Spanish energy giant fined 9 billion pesos for violating electricity law

The Spanish energy company Iberdrola has been fined more than 9 billion pesos for violating a now-defunct electricity law.

The Energy Regulatory Commission (CRE), an ostensibly autonomous federal body, fined the firm 9.14 billion pesos (US $464.2 million) for violating the Public Electricity Service Law (LSPEE), which was repealed in 2013.

According to the CRE, Iberdrola sold electricity directly to customers that didn’t appear on permits issued while the LSPEE was still in effect. It supplied power generated at its Dulces Nombres plant in Nuevo León to “simulated” partners between January 2019 and June 2020, the CRE said.

The newspaper Reforma reported that the fine imposed on the company is equivalent to 56.4% of Iberdrola México’s income in the first quarter of 2022.

Óscar Ocampo, an energy expert with the Mexican Institute for Competitiveness (IMCO), a think tank, said the fine is the largest ever issued to a participant in Mexico’s energy sector.

He said it would generate uncertainty in the sector and predicted that Iberdrola – which President López Obrador holds up as an example of what he calls unscrupulous foreign firms that have “looted” the country – would challenge it.

“Iberdrola will probably defend itself and it will be a long [legal] process,” Ocampo said. “… It won’t have to pay out the money, at least not in the short term.”

The IMCO energy coordinator raised concerns about the disproportionate size of the fine and the message it sends to other private energy companies, which have faced a hostile government since López Obrador took office in late 2018.

Writing in the El Economista newspaper, columnist and former federal lawmaker Gerardo Flores Ramírez said it was clear that the CRE’s “mega fine” was an “administrative outburst” from the federal government, “which has decreed that Iberdrola is an enemy that must be vanquished and destroyed if possible.”

For his part, López Obrador described the 9-billion-peso fine as “fair” and reiterated that “Mexico is not a land of conquest.”

“I had no knowledge [of the fine] because revenge isn’t my forte,” he said Saturday while touring northern Mexico.

Iberdrola, which has a presence in 15 states, is one of the largest private energy companies in the Mexican market, but its investment here fell to just US $16.1 million in the first quarter of 2022, a 93% decline compared to five years ago and a 60% drop in the space of a year.

In late 2020, Iberdrola threatened to stop investing in Mexico altogether due to a lack of clarity about how the government would treat foreign companies.

CEO Ignacio Galán said in late April that the company didn’t expect to invest heavily in Mexico in the near future, even though a proposed electricity reform that would have favored the state-owned Federal Electricity Commission over private firms failed to pass Congress.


**TASK REQUIREMENTS:** Copy out all the data, word for word.

[Stored entries]
========================================

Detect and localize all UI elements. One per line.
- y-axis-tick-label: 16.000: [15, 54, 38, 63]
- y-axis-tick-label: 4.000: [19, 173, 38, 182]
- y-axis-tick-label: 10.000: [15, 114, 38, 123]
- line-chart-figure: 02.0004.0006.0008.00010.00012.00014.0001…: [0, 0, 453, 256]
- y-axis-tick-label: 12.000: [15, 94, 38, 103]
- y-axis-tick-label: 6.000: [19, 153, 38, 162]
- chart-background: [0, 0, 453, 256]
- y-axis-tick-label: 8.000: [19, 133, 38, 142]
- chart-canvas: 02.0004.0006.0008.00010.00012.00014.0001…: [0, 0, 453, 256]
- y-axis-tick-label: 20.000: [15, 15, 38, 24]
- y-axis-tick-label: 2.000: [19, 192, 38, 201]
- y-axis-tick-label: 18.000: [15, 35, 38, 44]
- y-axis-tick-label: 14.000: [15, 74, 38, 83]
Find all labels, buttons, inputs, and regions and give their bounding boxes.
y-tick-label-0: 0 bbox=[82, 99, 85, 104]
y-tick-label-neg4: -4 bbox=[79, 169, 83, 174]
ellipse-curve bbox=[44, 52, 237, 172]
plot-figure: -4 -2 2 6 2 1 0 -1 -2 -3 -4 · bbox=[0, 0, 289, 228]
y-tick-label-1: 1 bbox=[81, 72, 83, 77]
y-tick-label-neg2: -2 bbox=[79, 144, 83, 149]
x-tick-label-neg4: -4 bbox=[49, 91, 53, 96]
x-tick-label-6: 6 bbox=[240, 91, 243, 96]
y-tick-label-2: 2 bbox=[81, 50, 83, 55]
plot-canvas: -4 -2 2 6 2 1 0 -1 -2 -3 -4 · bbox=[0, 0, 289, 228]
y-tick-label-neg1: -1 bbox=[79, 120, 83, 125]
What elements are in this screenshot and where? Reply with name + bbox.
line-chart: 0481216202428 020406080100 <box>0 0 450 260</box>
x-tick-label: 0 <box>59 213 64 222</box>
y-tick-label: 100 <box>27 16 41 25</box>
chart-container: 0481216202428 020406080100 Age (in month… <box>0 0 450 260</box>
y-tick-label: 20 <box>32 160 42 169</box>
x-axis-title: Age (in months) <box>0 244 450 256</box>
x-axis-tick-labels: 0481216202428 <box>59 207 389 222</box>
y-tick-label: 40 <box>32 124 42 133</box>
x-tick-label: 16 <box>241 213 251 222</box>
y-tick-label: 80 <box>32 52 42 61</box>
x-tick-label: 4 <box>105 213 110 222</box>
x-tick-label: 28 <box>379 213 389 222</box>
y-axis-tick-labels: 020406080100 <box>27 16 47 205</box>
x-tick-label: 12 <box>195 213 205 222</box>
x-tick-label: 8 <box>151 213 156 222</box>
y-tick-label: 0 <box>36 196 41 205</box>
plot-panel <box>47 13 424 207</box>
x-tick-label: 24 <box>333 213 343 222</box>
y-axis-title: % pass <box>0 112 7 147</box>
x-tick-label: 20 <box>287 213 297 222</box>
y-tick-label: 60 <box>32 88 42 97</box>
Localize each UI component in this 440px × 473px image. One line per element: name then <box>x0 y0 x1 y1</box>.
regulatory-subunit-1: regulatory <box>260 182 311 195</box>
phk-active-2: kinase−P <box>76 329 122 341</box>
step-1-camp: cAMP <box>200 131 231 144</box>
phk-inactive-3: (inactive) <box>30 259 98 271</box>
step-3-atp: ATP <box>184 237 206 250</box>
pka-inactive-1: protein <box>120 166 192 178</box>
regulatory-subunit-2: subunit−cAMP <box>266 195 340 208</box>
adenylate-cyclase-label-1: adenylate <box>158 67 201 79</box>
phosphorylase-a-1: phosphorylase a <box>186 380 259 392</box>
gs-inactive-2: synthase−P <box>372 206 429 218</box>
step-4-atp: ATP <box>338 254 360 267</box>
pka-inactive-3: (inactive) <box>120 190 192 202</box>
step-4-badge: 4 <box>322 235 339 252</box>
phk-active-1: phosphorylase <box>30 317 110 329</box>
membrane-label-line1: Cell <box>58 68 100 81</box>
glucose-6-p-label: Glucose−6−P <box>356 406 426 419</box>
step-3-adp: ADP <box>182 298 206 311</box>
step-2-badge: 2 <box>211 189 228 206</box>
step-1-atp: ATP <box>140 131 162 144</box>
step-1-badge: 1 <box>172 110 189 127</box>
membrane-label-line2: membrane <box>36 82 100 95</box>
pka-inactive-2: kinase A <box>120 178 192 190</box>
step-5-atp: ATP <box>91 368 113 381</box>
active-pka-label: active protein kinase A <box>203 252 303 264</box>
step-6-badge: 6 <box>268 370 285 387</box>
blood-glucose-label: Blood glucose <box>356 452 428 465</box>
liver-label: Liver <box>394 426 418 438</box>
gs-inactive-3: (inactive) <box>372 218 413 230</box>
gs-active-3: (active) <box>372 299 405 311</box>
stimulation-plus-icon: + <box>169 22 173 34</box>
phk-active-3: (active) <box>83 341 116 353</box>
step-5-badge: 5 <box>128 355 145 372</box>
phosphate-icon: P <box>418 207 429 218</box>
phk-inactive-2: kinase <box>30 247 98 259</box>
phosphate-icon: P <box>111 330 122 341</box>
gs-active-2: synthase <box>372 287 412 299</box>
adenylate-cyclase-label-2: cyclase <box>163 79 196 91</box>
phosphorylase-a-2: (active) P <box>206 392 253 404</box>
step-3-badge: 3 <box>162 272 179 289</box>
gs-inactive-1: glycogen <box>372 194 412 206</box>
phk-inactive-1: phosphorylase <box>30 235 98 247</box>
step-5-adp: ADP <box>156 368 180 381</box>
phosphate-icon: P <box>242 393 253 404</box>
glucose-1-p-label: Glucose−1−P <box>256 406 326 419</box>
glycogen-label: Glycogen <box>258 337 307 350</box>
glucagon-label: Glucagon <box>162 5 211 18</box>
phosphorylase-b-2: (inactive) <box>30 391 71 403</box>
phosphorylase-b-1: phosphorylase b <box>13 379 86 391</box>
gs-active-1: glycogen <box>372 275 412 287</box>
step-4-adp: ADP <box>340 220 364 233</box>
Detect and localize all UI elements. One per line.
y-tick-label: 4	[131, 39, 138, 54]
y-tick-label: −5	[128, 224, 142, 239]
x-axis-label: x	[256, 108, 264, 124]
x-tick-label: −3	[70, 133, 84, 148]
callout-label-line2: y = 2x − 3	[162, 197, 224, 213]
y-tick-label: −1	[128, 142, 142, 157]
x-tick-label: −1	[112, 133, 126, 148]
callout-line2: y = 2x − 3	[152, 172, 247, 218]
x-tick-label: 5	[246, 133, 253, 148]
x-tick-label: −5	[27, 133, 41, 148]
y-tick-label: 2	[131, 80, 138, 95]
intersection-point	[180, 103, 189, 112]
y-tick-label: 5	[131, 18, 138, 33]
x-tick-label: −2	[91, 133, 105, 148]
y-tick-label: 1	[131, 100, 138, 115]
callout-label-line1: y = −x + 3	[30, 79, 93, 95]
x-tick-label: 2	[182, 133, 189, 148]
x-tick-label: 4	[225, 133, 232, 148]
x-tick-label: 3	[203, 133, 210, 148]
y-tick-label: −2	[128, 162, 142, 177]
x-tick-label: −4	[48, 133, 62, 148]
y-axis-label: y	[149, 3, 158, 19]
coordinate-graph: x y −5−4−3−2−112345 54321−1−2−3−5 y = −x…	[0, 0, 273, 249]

========================================

**WRITTEN ANSWER:**
Detect and localize all UI elements. One per line.
- y-axis-tick-label: 16.000: [15, 54, 38, 63]
- y-axis-tick-label: 4.000: [19, 173, 38, 182]
- y-axis-tick-label: 10.000: [15, 114, 38, 123]
- line-chart-figure: 02.0004.0006.0008.00010.00012.00014.0001…: [0, 0, 453, 256]
- y-axis-tick-label: 12.000: [15, 94, 38, 103]
- y-axis-tick-label: 6.000: [19, 153, 38, 162]
- chart-background: [0, 0, 453, 256]
- y-axis-tick-label: 8.000: [19, 133, 38, 142]
- chart-canvas: 02.0004.0006.0008.00010.00012.00014.0001…: [0, 0, 453, 256]
- y-axis-tick-label: 20.000: [15, 15, 38, 24]
- y-axis-tick-label: 2.000: [19, 192, 38, 201]
- y-axis-tick-label: 18.000: [15, 35, 38, 44]
- y-axis-tick-label: 14.000: [15, 74, 38, 83]
Find all labels, buttons, inputs, and regions and give their bounding boxes.
y-tick-label-0: 0 bbox=[82, 99, 85, 104]
y-tick-label-neg4: -4 bbox=[79, 169, 83, 174]
ellipse-curve bbox=[44, 52, 237, 172]
plot-figure: -4 -2 2 6 2 1 0 -1 -2 -3 -4 · bbox=[0, 0, 289, 228]
y-tick-label-1: 1 bbox=[81, 72, 83, 77]
y-tick-label-neg2: -2 bbox=[79, 144, 83, 149]
x-tick-label-neg4: -4 bbox=[49, 91, 53, 96]
x-tick-label-6: 6 bbox=[240, 91, 243, 96]
y-tick-label-2: 2 bbox=[81, 50, 83, 55]
plot-canvas: -4 -2 2 6 2 1 0 -1 -2 -3 -4 · bbox=[0, 0, 289, 228]
y-tick-label-neg1: -1 bbox=[79, 120, 83, 125]
What elements are in this screenshot and where? Reply with name + bbox.
line-chart: 0481216202428 020406080100 <box>0 0 450 260</box>
x-tick-label: 0 <box>59 213 64 222</box>
y-tick-label: 100 <box>27 16 41 25</box>
chart-container: 0481216202428 020406080100 Age (in month… <box>0 0 450 260</box>
y-tick-label: 20 <box>32 160 42 169</box>
x-axis-title: Age (in months) <box>0 244 450 256</box>
x-axis-tick-labels: 0481216202428 <box>59 207 389 222</box>
y-tick-label: 40 <box>32 124 42 133</box>
x-tick-label: 16 <box>241 213 251 222</box>
y-tick-label: 80 <box>32 52 42 61</box>
x-tick-label: 4 <box>105 213 110 222</box>
x-tick-label: 28 <box>379 213 389 222</box>
y-axis-tick-labels: 020406080100 <box>27 16 47 205</box>
x-tick-label: 12 <box>195 213 205 222</box>
x-tick-label: 8 <box>151 213 156 222</box>
y-tick-label: 0 <box>36 196 41 205</box>
plot-panel <box>47 13 424 207</box>
x-tick-label: 24 <box>333 213 343 222</box>
y-axis-title: % pass <box>0 112 7 147</box>
x-tick-label: 20 <box>287 213 297 222</box>
y-tick-label: 60 <box>32 88 42 97</box>
Localize each UI component in this 440px × 473px image. One line per element: name then <box>x0 y0 x1 y1</box>.
regulatory-subunit-1: regulatory <box>260 182 311 195</box>
phk-active-2: kinase−P <box>76 329 122 341</box>
step-1-camp: cAMP <box>200 131 231 144</box>
phk-inactive-3: (inactive) <box>30 259 98 271</box>
step-3-atp: ATP <box>184 237 206 250</box>
pka-inactive-1: protein <box>120 166 192 178</box>
regulatory-subunit-2: subunit−cAMP <box>266 195 340 208</box>
adenylate-cyclase-label-1: adenylate <box>158 67 201 79</box>
phosphorylase-a-1: phosphorylase a <box>186 380 259 392</box>
gs-inactive-2: synthase−P <box>372 206 429 218</box>
step-4-atp: ATP <box>338 254 360 267</box>
pka-inactive-3: (inactive) <box>120 190 192 202</box>
step-4-badge: 4 <box>322 235 339 252</box>
phk-active-1: phosphorylase <box>30 317 110 329</box>
membrane-label-line1: Cell <box>58 68 100 81</box>
glucose-6-p-label: Glucose−6−P <box>356 406 426 419</box>
step-3-adp: ADP <box>182 298 206 311</box>
step-2-badge: 2 <box>211 189 228 206</box>
step-1-atp: ATP <box>140 131 162 144</box>
step-1-badge: 1 <box>172 110 189 127</box>
membrane-label-line2: membrane <box>36 82 100 95</box>
pka-inactive-2: kinase A <box>120 178 192 190</box>
step-5-atp: ATP <box>91 368 113 381</box>
active-pka-label: active protein kinase A <box>203 252 303 264</box>
step-6-badge: 6 <box>268 370 285 387</box>
blood-glucose-label: Blood glucose <box>356 452 428 465</box>
liver-label: Liver <box>394 426 418 438</box>
gs-inactive-3: (inactive) <box>372 218 413 230</box>
gs-active-3: (active) <box>372 299 405 311</box>
stimulation-plus-icon: + <box>169 22 173 34</box>
phk-active-3: (active) <box>83 341 116 353</box>
step-5-badge: 5 <box>128 355 145 372</box>
phosphate-icon: P <box>418 207 429 218</box>
phk-inactive-2: kinase <box>30 247 98 259</box>
phosphate-icon: P <box>111 330 122 341</box>
gs-active-2: synthase <box>372 287 412 299</box>
adenylate-cyclase-label-2: cyclase <box>163 79 196 91</box>
phosphorylase-a-2: (active) P <box>206 392 253 404</box>
step-3-badge: 3 <box>162 272 179 289</box>
gs-inactive-1: glycogen <box>372 194 412 206</box>
phk-inactive-1: phosphorylase <box>30 235 98 247</box>
step-5-adp: ADP <box>156 368 180 381</box>
phosphate-icon: P <box>242 393 253 404</box>
glucose-1-p-label: Glucose−1−P <box>256 406 326 419</box>
glycogen-label: Glycogen <box>258 337 307 350</box>
glucagon-label: Glucagon <box>162 5 211 18</box>
phosphorylase-b-2: (inactive) <box>30 391 71 403</box>
phosphorylase-b-1: phosphorylase b <box>13 379 86 391</box>
gs-active-1: glycogen <box>372 275 412 287</box>
step-4-adp: ADP <box>340 220 364 233</box>
Detect and localize all UI elements. One per line.
y-tick-label: 4	[131, 39, 138, 54]
y-tick-label: −5	[128, 224, 142, 239]
x-axis-label: x	[256, 108, 264, 124]
x-tick-label: −3	[70, 133, 84, 148]
callout-label-line2: y = 2x − 3	[162, 197, 224, 213]
y-tick-label: −1	[128, 142, 142, 157]
x-tick-label: −1	[112, 133, 126, 148]
callout-line2: y = 2x − 3	[152, 172, 247, 218]
x-tick-label: 5	[246, 133, 253, 148]
x-tick-label: −5	[27, 133, 41, 148]
y-tick-label: 2	[131, 80, 138, 95]
intersection-point	[180, 103, 189, 112]
y-tick-label: 5	[131, 18, 138, 33]
x-tick-label: −2	[91, 133, 105, 148]
y-tick-label: 1	[131, 100, 138, 115]
callout-label-line1: y = −x + 3	[30, 79, 93, 95]
x-tick-label: 2	[182, 133, 189, 148]
x-tick-label: 4	[225, 133, 232, 148]
x-tick-label: 3	[203, 133, 210, 148]
y-tick-label: −2	[128, 162, 142, 177]
x-tick-label: −4	[48, 133, 62, 148]
y-axis-label: y	[149, 3, 158, 19]
coordinate-graph: x y −5−4−3−2−112345 54321−1−2−3−5 y = −x…	[0, 0, 273, 249]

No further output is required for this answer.